I’m going to spend my weekend setting myself up for success for these last few weeks. Hopefully, I will receive good news soon about my summer research plans. I have two projects— one for my artistic methods fellowship and the other for my social justice fellowship— that I want to make some progress on. For my social justice fellowship, we are asked to propose a longer-term project that we’ll work on in the year following our programming. I’m planning to create hypothetical syllabi at the intersections of Sociology and Public History for future classes I might teach. I don’t have any fancy titles yet, but I imagine myself teaching a class on Black public intellectuals, a place-based/field-trip-heavy course on public history, symbolic landscapes, and community museums, and definitely a class on social justice scholarship.

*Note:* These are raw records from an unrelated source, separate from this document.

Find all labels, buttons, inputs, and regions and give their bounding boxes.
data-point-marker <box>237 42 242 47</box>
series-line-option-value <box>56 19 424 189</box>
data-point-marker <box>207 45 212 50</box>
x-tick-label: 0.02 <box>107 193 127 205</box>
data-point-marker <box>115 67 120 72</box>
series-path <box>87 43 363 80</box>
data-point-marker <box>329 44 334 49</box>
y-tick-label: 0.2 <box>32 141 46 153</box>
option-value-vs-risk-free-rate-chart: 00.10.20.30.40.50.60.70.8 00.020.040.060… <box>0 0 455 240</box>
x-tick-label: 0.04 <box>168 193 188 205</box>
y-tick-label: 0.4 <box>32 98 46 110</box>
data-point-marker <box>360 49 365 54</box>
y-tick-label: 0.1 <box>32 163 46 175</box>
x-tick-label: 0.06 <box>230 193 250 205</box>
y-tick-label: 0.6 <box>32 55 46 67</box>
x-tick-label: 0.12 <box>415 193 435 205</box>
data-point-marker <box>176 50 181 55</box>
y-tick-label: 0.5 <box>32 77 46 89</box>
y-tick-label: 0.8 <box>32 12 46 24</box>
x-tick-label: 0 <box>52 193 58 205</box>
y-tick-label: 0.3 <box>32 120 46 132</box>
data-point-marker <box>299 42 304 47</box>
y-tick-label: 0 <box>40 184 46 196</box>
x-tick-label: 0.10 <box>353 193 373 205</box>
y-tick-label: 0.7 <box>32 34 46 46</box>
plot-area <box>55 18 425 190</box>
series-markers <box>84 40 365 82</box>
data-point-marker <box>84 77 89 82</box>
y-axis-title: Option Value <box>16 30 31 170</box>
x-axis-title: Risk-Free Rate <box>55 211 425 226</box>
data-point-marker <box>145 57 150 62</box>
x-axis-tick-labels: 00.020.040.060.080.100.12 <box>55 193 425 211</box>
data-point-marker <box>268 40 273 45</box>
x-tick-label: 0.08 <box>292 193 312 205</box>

My artistic methods fellowship has been more nebulous, but it has challenged me to think a lot more creatively about how I approach my social science research. I get to work with undergrads this semester in an action lab to create mock-ups for future public-facing projects and exhibitions related to the virality of racial terror. I notice, even in facilitating the action lab, that my ideas about what public-facing scholarship can be are much more nontraditional and artistic, and it doesn’t take away the rigor of the data and stories we are presenting but instead allows us to think about urgency, impact, and audience in ways that I don’t often find traditional work considering deeply. I like having the opportunity to stretch what I think of as “rigorous” scholarship and to find creative applications of work that otherwise might be read only by people like me at an institution. It makes me feel hopeful for my future work and excited by the possibilities.
I thought I’d feel more dread about this weekend approaching, but as I’m reflecting on my break I’m realizing that I still have a lot to look forward to. I can hang on for five-ish more weeks.
The CycleBar format is usually this: 25-30 minutes of in and out of saddle spin with choreography that simulates going up and down hills on a bike, then a song-length set of arm exercises while spinning your legs with weighted arm bars, and about 10-15 more minutes of in and out of saddle spin to finish hard and cool you down. It’s kind of nice to stick to the format because eventually your body just knows and the 45 minutes is over before you know it. On the worst days, though, its monotonous and the songs are all bad and the cycle star motivational monologue (read: unnecessarily oversharing) makes you wanna gag.